A volatile stock market faces a critical test next week, when the U.S. Federal Reserve is expected to raise interest rates and give more insight on its plans for tightening monetary policy to fight surging inflation.
Worries over an increasingly hawkish Fed have helped drag the benchmark S&P 500 index down 13.3 percent so far in 2022, , its steepest four-month decline to start any year since 1939.
While investors have ramped up expectations of how aggressively the central bank may tighten monetary policy, many are concerned the Fed will not be able to keep the economy afloat as it battles the worst inflation in nearly four decades.
“We’re going to be in for, I think, more dicey, choppy, volatile markets here for a while longer, just because of the uncertainty,” said Randy Frederick, vice president of trading and derivatives for Charles Schwab in Austin, Texas, who said that "things turned the other direction right at the beginning of the year,” coming off a strong fourth quarter at the end of 2021.
Beyond next week's action, policymakers have coalesced around an overall increase of the federal funds rate to at least 2.5 percent by year end.
Crucial to the tightening plans will be how persistent officials view the current pace of inflation after March's consumer price index showed an annual increase of 8.5 percent, the largest rise in over 40 years.
Given that there are indications inflation has started to peak, said Kei Sasaki, senior portfolio manager at Northern Trust Wealth Management, “if there is an even more resounding hawkish tone coming out of that meeting, then that could certainly be viewed as negative."
The selloff accelerated on Friday as the S&P 500 tumbled 3.6 percent - its biggest one-day drop since June 2020 -- following a disappointing earnings report from Amazon that sent the e-commerce giant's shares down 14 percent.
The month of April marked the S&P 500's biggest monthly fall since the onset of the coronavirus pandemic in early 2020, while the tech-heavy Nasdaq logged its largest monthly drop since the 2008 financial crisis.
As investors have girded for tighter monetary policy, bond yields have jumped this year, with the yield on the 10-year Treasury note up to about 2.9 percent from 1.5 percent at the end of 2021.
That has particularly pressured tech and growth stocks, whose valuations rely on future estimated cash flows that are undermined when the investors can earn more on risk-free bonds. The Russell 1000 growth index has fallen some 20 percent so far this year.
Meanwhile, investor sentiment is dour. The percentage of individual investors describing their six-month outlook for stocks as "bearish" rose to 59.4 percent, its highest level since 2009, according to the latest weekly survey from the American Association of Individual Investors.
To be sure, after the market's recent slide, the Fed's actions could provide some comfort. Following the Fed's expected rate hike in March, the S&P 500 rallied more than 8% over the ensuing two weeks.
Investors will keep an eye on corporate results, after a mixed week of earnings from megacap companies. Reports from Pfizer, Starbucks and ConocoPhillips are due next week, among others.
With the calendar flipping to May, seasonality also looms as a possible factor for investors. The S&P 500's strongest six months of the year since 1946 have been November through April, when the index has risen an average of 6.8 percent, according to a CFRA note earlier in the week.
By comparison, the index has gained only 1.7 percent on average from May-October.
However, more recently, the trends have not been as strong. In the past five years, the S&P 500 has averaged a 7.2 percent gain in the May-October period versus 5 percent for November-April, according to a Reuters analysis.
"I don’t know how important seasonality is going to be this time around,” said Jack Ablin, chief investment officer at Cresset Capital Management.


__WHAT YOU WILL DO__
The task calls for every entry to be printed word for word, without the images.

__RECORDS FOR PROCESSING__
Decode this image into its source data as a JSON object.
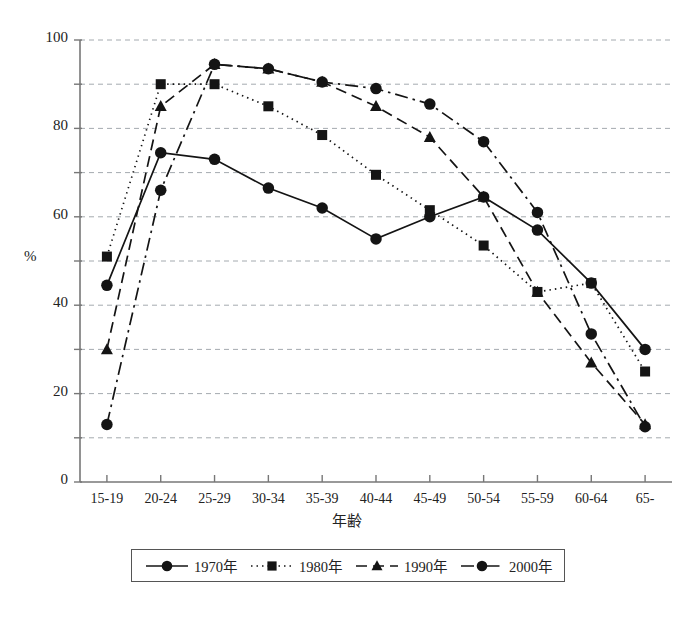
{
  "chart_data": {
    "type": "line",
    "title": "",
    "xlabel": "年齢",
    "ylabel": "%",
    "categories": [
      "15-19",
      "20-24",
      "25-29",
      "30-34",
      "35-39",
      "40-44",
      "45-49",
      "50-54",
      "55-59",
      "60-64",
      "65-"
    ],
    "ylim": [
      0,
      100
    ],
    "yticks": [
      0,
      20,
      40,
      60,
      80,
      100
    ],
    "yminor": [
      10,
      30,
      50,
      70,
      90
    ],
    "grid": true,
    "legend_position": "bottom",
    "series": [
      {
        "name": "1970年",
        "marker": "circle",
        "line": "solid",
        "values": [
          44.5,
          74.5,
          73.0,
          66.5,
          62.0,
          55.0,
          60.0,
          64.5,
          57.0,
          45.0,
          30.0
        ]
      },
      {
        "name": "1980年",
        "marker": "square",
        "line": "dotted",
        "values": [
          51.0,
          90.0,
          90.0,
          85.0,
          78.5,
          69.5,
          61.5,
          53.5,
          43.0,
          45.0,
          25.0
        ]
      },
      {
        "name": "1990年",
        "marker": "triangle",
        "line": "dashed",
        "values": [
          30.0,
          85.0,
          94.5,
          93.5,
          90.5,
          85.0,
          78.0,
          64.5,
          43.0,
          27.0,
          13.0
        ]
      },
      {
        "name": "2000年",
        "marker": "circle",
        "line": "dashdot",
        "values": [
          13.0,
          66.0,
          94.5,
          93.5,
          90.5,
          89.0,
          85.5,
          77.0,
          61.0,
          33.5,
          12.5
        ]
      }
    ]
  },
  "legend": {
    "items": [
      {
        "label": "1970年"
      },
      {
        "label": "1980年"
      },
      {
        "label": "1990年"
      },
      {
        "label": "2000年"
      }
    ]
  }
}
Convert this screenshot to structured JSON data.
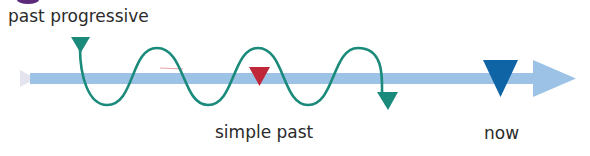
{
  "labels": {
    "past_progressive": "past progressive",
    "simple_past": "simple past",
    "now": "now"
  },
  "colors": {
    "timeline": "#9cc2e6",
    "timeline_start": "#e4e4ee",
    "wave": "#1a8a7a",
    "past_progressive_marker": "#1a8a7a",
    "simple_past_marker": "#c0283a",
    "now_marker": "#0f64a6",
    "accent_blob": "#5b2a78"
  },
  "diagram": {
    "type": "timeline",
    "elements": [
      {
        "id": "timeline-arrow",
        "description": "horizontal light-blue time axis pointing right"
      },
      {
        "id": "past-progressive-wave",
        "description": "teal wavy line spanning an interval in the past, ending in arrowhead"
      },
      {
        "id": "simple-past-marker",
        "description": "red downward triangle on timeline"
      },
      {
        "id": "now-marker",
        "description": "dark blue downward triangle on timeline"
      }
    ]
  }
}
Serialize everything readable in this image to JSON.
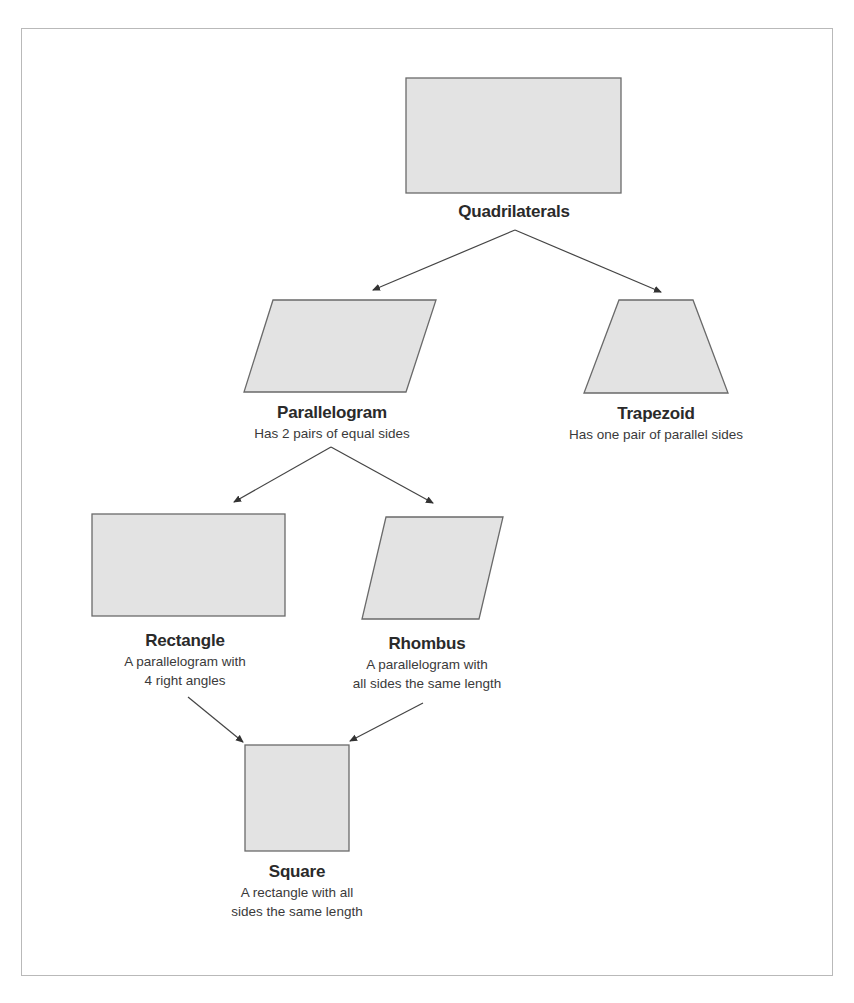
{
  "diagram": {
    "nodes": [
      {
        "id": "quadrilaterals",
        "title": "Quadrilaterals",
        "description_lines": [],
        "shape": "rectangle"
      },
      {
        "id": "parallelogram",
        "title": "Parallelogram",
        "description_lines": [
          "Has 2 pairs of equal sides"
        ],
        "shape": "parallelogram"
      },
      {
        "id": "trapezoid",
        "title": "Trapezoid",
        "description_lines": [
          "Has one pair of parallel sides"
        ],
        "shape": "trapezoid"
      },
      {
        "id": "rectangle",
        "title": "Rectangle",
        "description_lines": [
          "A parallelogram with",
          "4 right angles"
        ],
        "shape": "rectangle"
      },
      {
        "id": "rhombus",
        "title": "Rhombus",
        "description_lines": [
          "A parallelogram with",
          "all sides the same length"
        ],
        "shape": "rhombus"
      },
      {
        "id": "square",
        "title": "Square",
        "description_lines": [
          "A rectangle with all",
          "sides the same length"
        ],
        "shape": "square"
      }
    ],
    "edges": [
      {
        "from": "quadrilaterals",
        "to": "parallelogram"
      },
      {
        "from": "quadrilaterals",
        "to": "trapezoid"
      },
      {
        "from": "parallelogram",
        "to": "rectangle"
      },
      {
        "from": "parallelogram",
        "to": "rhombus"
      },
      {
        "from": "rectangle",
        "to": "square"
      },
      {
        "from": "rhombus",
        "to": "square"
      }
    ],
    "colors": {
      "shape_fill": "#e3e3e3",
      "shape_stroke": "#6a6a6a",
      "arrow": "#444444",
      "frame_border": "#b9b9b9"
    }
  }
}
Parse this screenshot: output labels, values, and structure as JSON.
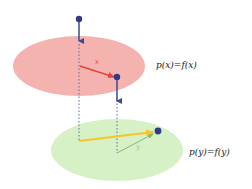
{
  "labels": {
    "top_equation": "p(x)=f(x)",
    "bottom_equation": "p(y)=f(y)",
    "top_vector": "x",
    "bottom_vector": "y"
  },
  "colors": {
    "top_plane": "#f5b3b0",
    "bottom_plane": "#d6f1c6",
    "point": "#2f3b86",
    "drop_arrow": "#3b4a92",
    "top_vector": "#e5443a",
    "sum_vector": "#f6c624",
    "bottom_vector": "#86b77a",
    "guide_line": "#5c6aa8"
  }
}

__YOUR SOLUTION__
Decode this image into its source data as a JSON object.
{
  "chart_data": {
    "type": "line",
    "title": "",
    "xlabel": "年齢",
    "ylabel": "%",
    "categories": [
      "15-19",
      "20-24",
      "25-29",
      "30-34",
      "35-39",
      "40-44",
      "45-49",
      "50-54",
      "55-59",
      "60-64",
      "65-"
    ],
    "ylim": [
      0,
      100
    ],
    "yticks": [
      0,
      20,
      40,
      60,
      80,
      100
    ],
    "yminor": [
      10,
      30,
      50,
      70,
      90
    ],
    "grid": true,
    "legend_position": "bottom",
    "series": [
      {
        "name": "1970年",
        "marker": "circle",
        "line": "solid",
        "values": [
          44.5,
          74.5,
          73.0,
          66.5,
          62.0,
          55.0,
          60.0,
          64.5,
          57.0,
          45.0,
          30.0
        ]
      },
      {
        "name": "1980年",
        "marker": "square",
        "line": "dotted",
        "values": [
          51.0,
          90.0,
          90.0,
          85.0,
          78.5,
          69.5,
          61.5,
          53.5,
          43.0,
          45.0,
          25.0
        ]
      },
      {
        "name": "1990年",
        "marker": "triangle",
        "line": "dashed",
        "values": [
          30.0,
          85.0,
          94.5,
          93.5,
          90.5,
          85.0,
          78.0,
          64.5,
          43.0,
          27.0,
          13.0
        ]
      },
      {
        "name": "2000年",
        "marker": "circle",
        "line": "dashdot",
        "values": [
          13.0,
          66.0,
          94.5,
          93.5,
          90.5,
          89.0,
          85.5,
          77.0,
          61.0,
          33.5,
          12.5
        ]
      }
    ]
  },
  "legend": {
    "items": [
      {
        "label": "1970年"
      },
      {
        "label": "1980年"
      },
      {
        "label": "1990年"
      },
      {
        "label": "2000年"
      }
    ]
  }
}
Convert this screenshot to structured JSON data.
{
  "labels": {
    "past_progressive": "past progressive",
    "simple_past": "simple past",
    "now": "now"
  },
  "colors": {
    "timeline": "#9cc2e6",
    "timeline_start": "#e4e4ee",
    "wave": "#1a8a7a",
    "past_progressive_marker": "#1a8a7a",
    "simple_past_marker": "#c0283a",
    "now_marker": "#0f64a6",
    "accent_blob": "#5b2a78"
  },
  "diagram": {
    "type": "timeline",
    "elements": [
      {
        "id": "timeline-arrow",
        "description": "horizontal light-blue time axis pointing right"
      },
      {
        "id": "past-progressive-wave",
        "description": "teal wavy line spanning an interval in the past, ending in arrowhead"
      },
      {
        "id": "simple-past-marker",
        "description": "red downward triangle on timeline"
      },
      {
        "id": "now-marker",
        "description": "dark blue downward triangle on timeline"
      }
    ]
  }
}
Serialize everything readable in this image to JSON.
{
  "diagram": {
    "nodes": [
      {
        "id": "quadrilaterals",
        "title": "Quadrilaterals",
        "description_lines": [],
        "shape": "rectangle"
      },
      {
        "id": "parallelogram",
        "title": "Parallelogram",
        "description_lines": [
          "Has 2 pairs of equal sides"
        ],
        "shape": "parallelogram"
      },
      {
        "id": "trapezoid",
        "title": "Trapezoid",
        "description_lines": [
          "Has one pair of parallel sides"
        ],
        "shape": "trapezoid"
      },
      {
        "id": "rectangle",
        "title": "Rectangle",
        "description_lines": [
          "A parallelogram with",
          "4 right angles"
        ],
        "shape": "rectangle"
      },
      {
        "id": "rhombus",
        "title": "Rhombus",
        "description_lines": [
          "A parallelogram with",
          "all sides the same length"
        ],
        "shape": "rhombus"
      },
      {
        "id": "square",
        "title": "Square",
        "description_lines": [
          "A rectangle with all",
          "sides the same length"
        ],
        "shape": "square"
      }
    ],
    "edges": [
      {
        "from": "quadrilaterals",
        "to": "parallelogram"
      },
      {
        "from": "quadrilaterals",
        "to": "trapezoid"
      },
      {
        "from": "parallelogram",
        "to": "rectangle"
      },
      {
        "from": "parallelogram",
        "to": "rhombus"
      },
      {
        "from": "rectangle",
        "to": "square"
      },
      {
        "from": "rhombus",
        "to": "square"
      }
    ],
    "colors": {
      "shape_fill": "#e3e3e3",
      "shape_stroke": "#6a6a6a",
      "arrow": "#444444",
      "frame_border": "#b9b9b9"
    }
  }
}
Parse this screenshot: output labels, values, and structure as JSON.
{
  "labels": {
    "top_equation": "p(x)=f(x)",
    "bottom_equation": "p(y)=f(y)",
    "top_vector": "x",
    "bottom_vector": "y"
  },
  "colors": {
    "top_plane": "#f5b3b0",
    "bottom_plane": "#d6f1c6",
    "point": "#2f3b86",
    "drop_arrow": "#3b4a92",
    "top_vector": "#e5443a",
    "sum_vector": "#f6c624",
    "bottom_vector": "#86b77a",
    "guide_line": "#5c6aa8"
  }
}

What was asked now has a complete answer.